After Republicans won a majority in the Senate and maintained their majority in the House in November 2014, I proposed that the two chambers take five modest steps to repair what had become a dysfunctional legislative branch.

This was part of my effort as the recently elected chairman of the Senate Steering Committee to put forward a vision and a plan that would guide the Republican majority toward unity and restore the public’s confidence in Congress.

To recap, the five steps that I proposed to fix Congress were:

  1. Restore trust between Congress and the American people by making the legislative process open and transparent.
  2. Reject crony capitalist policies that use government power to enrich elites at the expense of everyone else.
  3. Pass a budget that balances in ten years without gimmicks, doesn’t raise taxes, and repeals Obamacare.
  4. Don’t just cut spending for government programs, but reform them.
  5. Let committees reclaim their traditional role in crafting legislation.

A little over a year in, I can confidently say that there has been some substantial progress on almost all of these fronts. But I can also say with equal confidence that there is still much work to do.

By January 22, 2015, the Senate had already taken more votes on amendments than it did in all of 2014. In May, we passed a budget that balanced in 10 years, didn’t raise taxes, and repealed Obamacare. In June, the charter for the Export-Import Bank, the epitome of crony capitalism, expired. And in October, after months of bipartisan work, the Senate Judiciary Committee took the lead on criminal justice reform by passing the Sentencing Reform and Corrections Act.

These were all important, positive steps toward a more transparent, accountable, and responsible Congress. But this is only half the story of 2015: We also took significant steps in the wrong direction, back toward Congress’ dysfunctional past.

Less than a month after we passed a budget that balanced in 10 years, the Senate voted to blow a $200 billion hole in it by passing an unfunded bill—the so-called “doc fix”—that raised Medicare reimbursement rates without any meaningful reform to the program.

There’s also the matter of returning to the discredited, undemocratic legislative process that predominated under Democratic control of the Senate for so many years.

While the Senate has taken far more votes on substantive amendments than we did in the past, procedural tools were still used to block amendments on major pieces of legislation, like the highway bill. Even worse, that same highway bill, which raised spending and made no meaningful reforms to the perpetually insolvent Highway Trust Fund, was then used as the vehicle to revive and reauthorize the corrupt, economically indefensible Export-Import Bank.

Finally, the Senate capped off the year with a $1.8 trillion, more than 1,000-page spending bill that was negotiated in secret and then presented as a take-it-or-leave-it measure with Congress up against a manufactured crisis.

So a few steps forward and a few steps back; some successes to build on and some failures to learn from in 2016.

The good news is that we already have everything we need to fix Congress, reclaim our surrendered constitutional powers, and craft policies that serve the interests of the American people. We still have a five-step plan to fix Congress, and we still have the tools to put it into practice—they’re right there in Article I of the Constitution, ready to be reasserted.

The only question is, can Congress muster the will to step up and finally do its job?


Instructions to follow – Transcribe every line of the material below without change, apart from dropping the pictures.

=-=-=

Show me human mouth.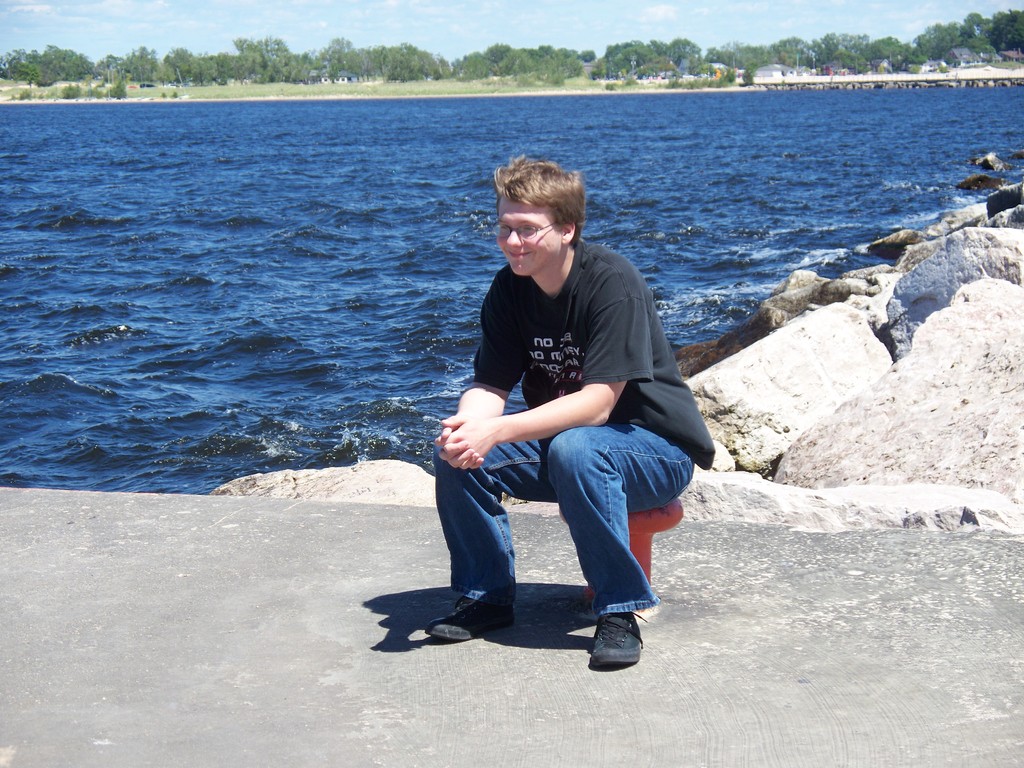
human mouth is here: 504:249:535:261.
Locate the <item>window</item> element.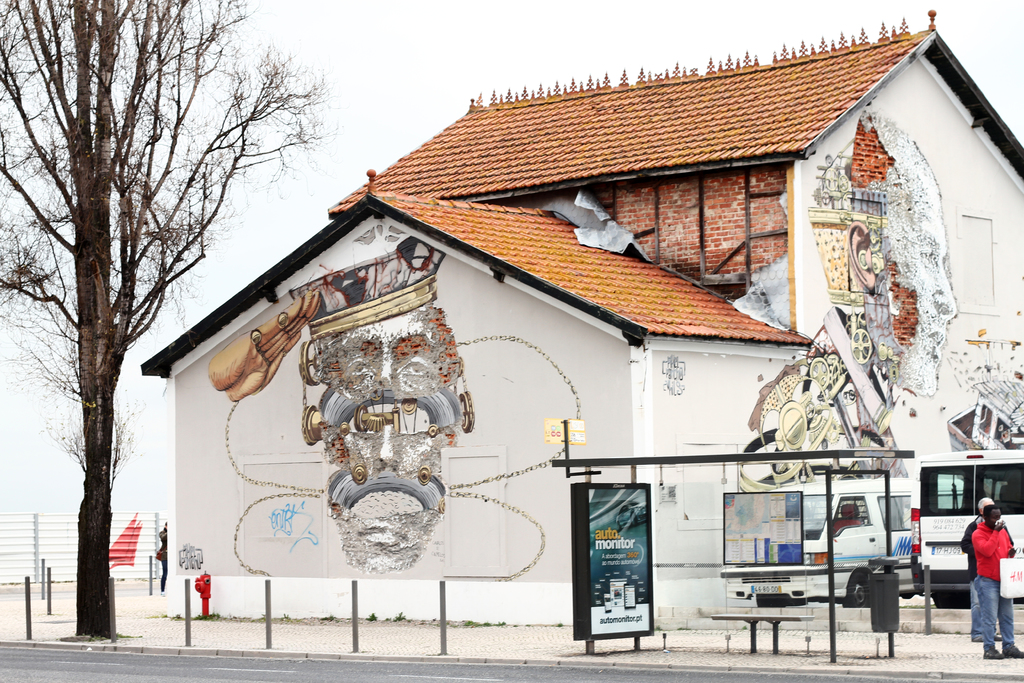
Element bbox: (left=972, top=462, right=1023, bottom=509).
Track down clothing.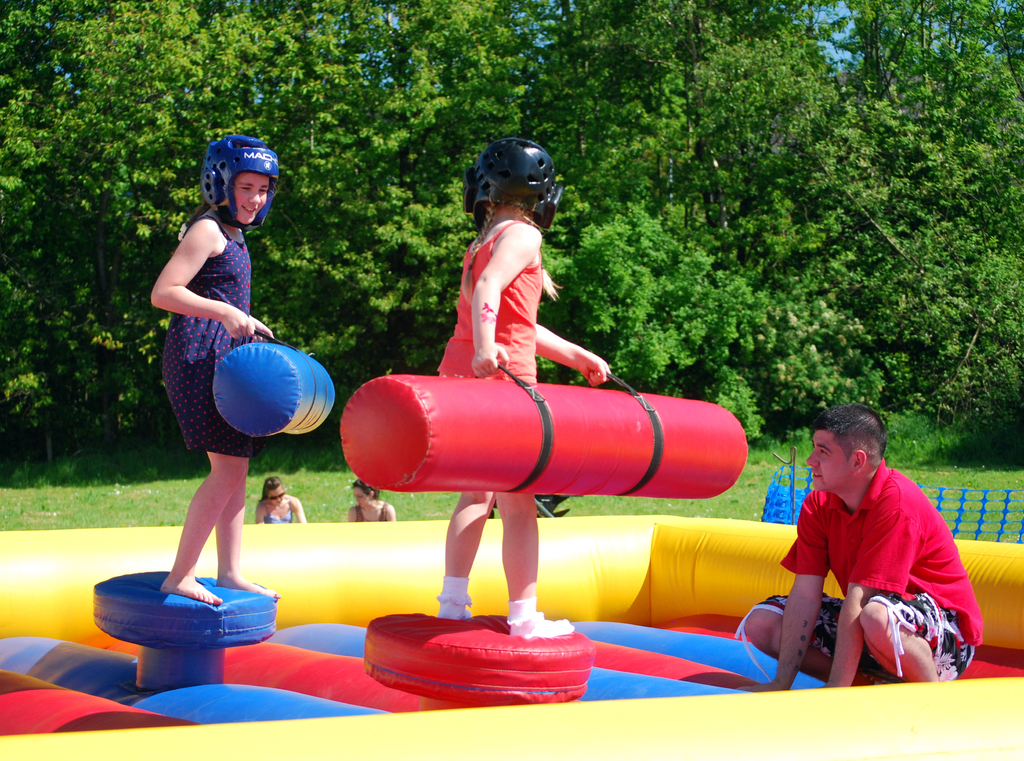
Tracked to [left=347, top=499, right=388, bottom=525].
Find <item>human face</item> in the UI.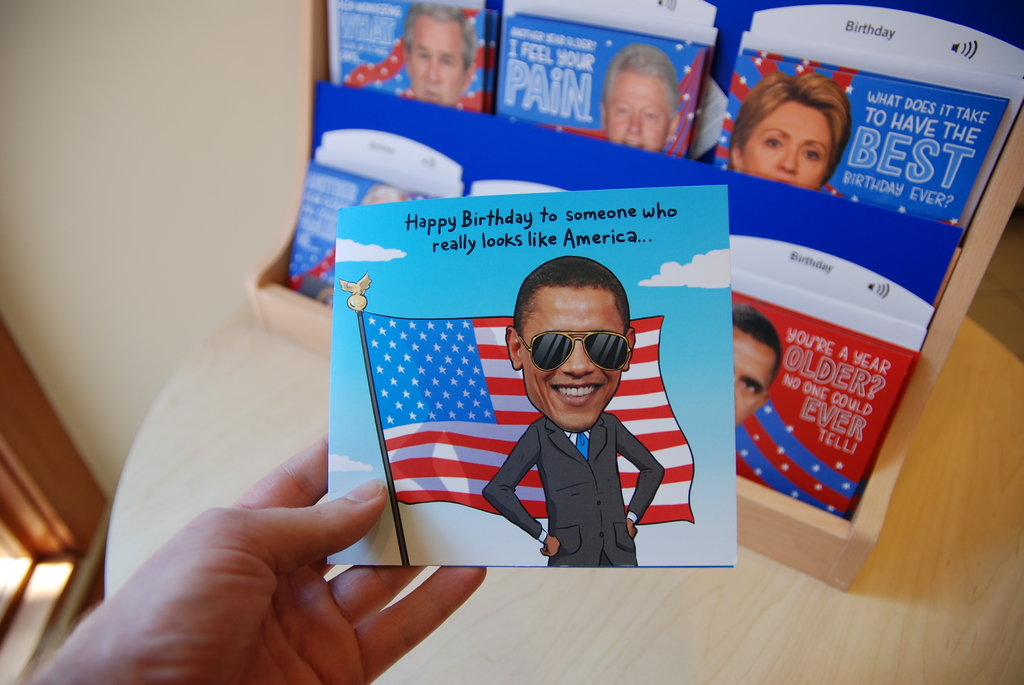
UI element at (x1=524, y1=284, x2=618, y2=432).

=-=-=

Answer box –
Show me human mouth.
human mouth is here: 504:249:535:261.
Locate the <item>window</item> element.
Element bbox: (left=972, top=462, right=1023, bottom=509).
Track down clothing.
Tracked to [left=347, top=499, right=388, bottom=525].
Find <item>human face</item> in the UI.
UI element at (x1=524, y1=284, x2=618, y2=432).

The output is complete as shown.